Remember the Mueller report—that 448-page tome that implicated a sitting president of the United States in multiple felonies? Well, here's a nugget that may have slipped your radar: Mueller's investigators pinpointed Minnesota as one of the four states about which Trump’s former campaign chair Paul Manafort briefed Russian national Konstantin Kilimnik during the campaign. Kilimnik had ties to both influential Russian oligarchs and the Russian intelligence agency and, in August of 2016, Manafort briefed his well-connected counterpart about the Trump campaign's "internal polling data" for "Michigan, Wisconsin, Pennsylvania, and Minnesota," according to Mueller's report. But it's the first three states that usually catch people's eye because they had all been relatively safe blue states that ultimately swung for Trump by a very slim margin.
But Minnesota, which tilted Hillary Clinton by just 1.5 points (Obama won it by 7.7% in 2012) actually distinguishes itself for several key reasons, as noted by Annenberg School Communications Professor Kathleen Hall Jamieson in an illuminating Words Matter podcast.
1. While Democrats thought the other three states were in play, they didn't think that was true of Minnesota—so the Russians would have known to target the other three states by virtue of having stolen the Democratic playbook, but not Minnesota.
2. The press hadn't pinpointed Minnesota as being in play in either. For instance, a late October Minnesota Star Tribune poll found Clinton widening her lead to 8 points over Trump. Huffington Post's aggregate found a very similar margin across all polls of the state up to Election Day.
3. There was a lot of Russian troll activity in Minnesota, according to Jamison, who thoroughly researched the topic for her recent book, Cyberwar: How Russian Hackers and Trolls Helped Elect a President. Before release of the Mueller report, Jamison said, "I could never explain why."
4. The Trump campaign clearly thought it was in play and deployed Trump there only two days before Election Day. "With just days left until Election Day, Donald Trump tried to do what 10 Republican presidential candidates have failed to accomplish: Win Minnesota," reported the St. Paul Pioneer Press on November 6, 2016.
Minnesota is the one state that only the Trump campaign thought was in play, that also saw heightened Russian troll activity, and that also made Manafort's exclusive internal poll briefing in August.
"It was unexpectedly close," Jamieson said of the state. "There's my little piece," she added, "that says, Hmm, if there was going to be coordination, on that one I can't explain it from having the Democratic playbook."
That was just one nugget that came out of a very interesting podcast that’s well worth your time.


## What you are asked to do
Every line below that contains the word "with" must be copied.

(Collected data entries)
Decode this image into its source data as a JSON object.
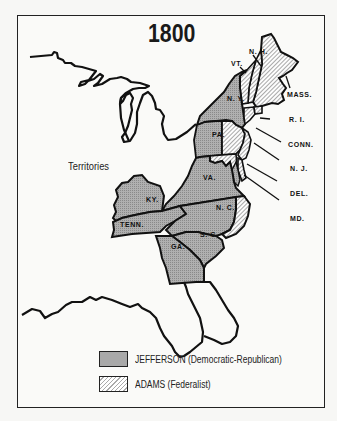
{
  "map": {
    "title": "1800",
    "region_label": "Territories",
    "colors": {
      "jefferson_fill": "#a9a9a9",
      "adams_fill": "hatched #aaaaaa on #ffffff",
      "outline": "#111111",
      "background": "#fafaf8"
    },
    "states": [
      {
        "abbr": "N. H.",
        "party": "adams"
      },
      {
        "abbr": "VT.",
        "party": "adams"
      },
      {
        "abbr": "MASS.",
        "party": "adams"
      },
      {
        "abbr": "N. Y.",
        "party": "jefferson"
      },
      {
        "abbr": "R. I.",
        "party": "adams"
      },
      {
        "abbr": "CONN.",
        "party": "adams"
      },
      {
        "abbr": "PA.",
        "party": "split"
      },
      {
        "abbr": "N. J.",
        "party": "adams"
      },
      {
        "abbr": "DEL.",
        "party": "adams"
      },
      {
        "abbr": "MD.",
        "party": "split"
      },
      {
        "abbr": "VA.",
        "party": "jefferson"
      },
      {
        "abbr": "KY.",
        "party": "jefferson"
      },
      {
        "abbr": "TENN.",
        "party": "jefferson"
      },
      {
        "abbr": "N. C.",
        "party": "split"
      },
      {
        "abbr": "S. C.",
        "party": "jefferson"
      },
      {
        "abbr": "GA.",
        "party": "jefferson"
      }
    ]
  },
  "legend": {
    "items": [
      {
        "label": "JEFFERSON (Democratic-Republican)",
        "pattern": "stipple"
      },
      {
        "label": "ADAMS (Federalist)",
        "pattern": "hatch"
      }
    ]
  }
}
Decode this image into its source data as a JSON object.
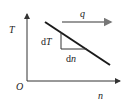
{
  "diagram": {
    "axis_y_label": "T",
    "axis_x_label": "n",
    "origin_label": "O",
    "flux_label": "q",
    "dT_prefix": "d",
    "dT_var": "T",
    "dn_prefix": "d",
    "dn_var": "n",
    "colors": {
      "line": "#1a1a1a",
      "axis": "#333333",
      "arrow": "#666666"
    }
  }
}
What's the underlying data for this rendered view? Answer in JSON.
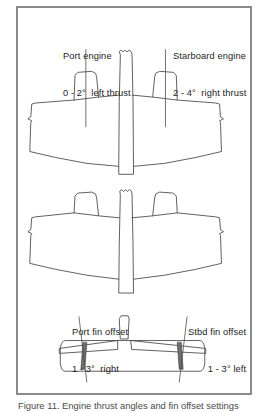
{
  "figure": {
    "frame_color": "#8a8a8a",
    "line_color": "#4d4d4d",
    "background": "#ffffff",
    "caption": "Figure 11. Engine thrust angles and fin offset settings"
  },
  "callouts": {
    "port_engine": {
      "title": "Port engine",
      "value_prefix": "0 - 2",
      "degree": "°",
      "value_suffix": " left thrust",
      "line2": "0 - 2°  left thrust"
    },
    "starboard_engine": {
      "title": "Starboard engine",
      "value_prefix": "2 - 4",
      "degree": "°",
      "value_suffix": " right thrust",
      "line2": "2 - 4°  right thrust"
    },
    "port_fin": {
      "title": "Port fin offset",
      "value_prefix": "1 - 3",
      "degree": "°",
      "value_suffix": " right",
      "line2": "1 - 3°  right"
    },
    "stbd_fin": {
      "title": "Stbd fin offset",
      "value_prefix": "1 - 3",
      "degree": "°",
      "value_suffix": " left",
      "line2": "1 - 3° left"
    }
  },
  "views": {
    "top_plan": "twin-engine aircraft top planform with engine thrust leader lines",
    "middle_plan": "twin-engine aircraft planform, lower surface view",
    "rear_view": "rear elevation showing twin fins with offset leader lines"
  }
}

## Your response
    "top_plan": "twin-engine aircraft top planform with engine thrust leader lines",
    "rear_view": "rear elevation showing twin fins with offset leader lines"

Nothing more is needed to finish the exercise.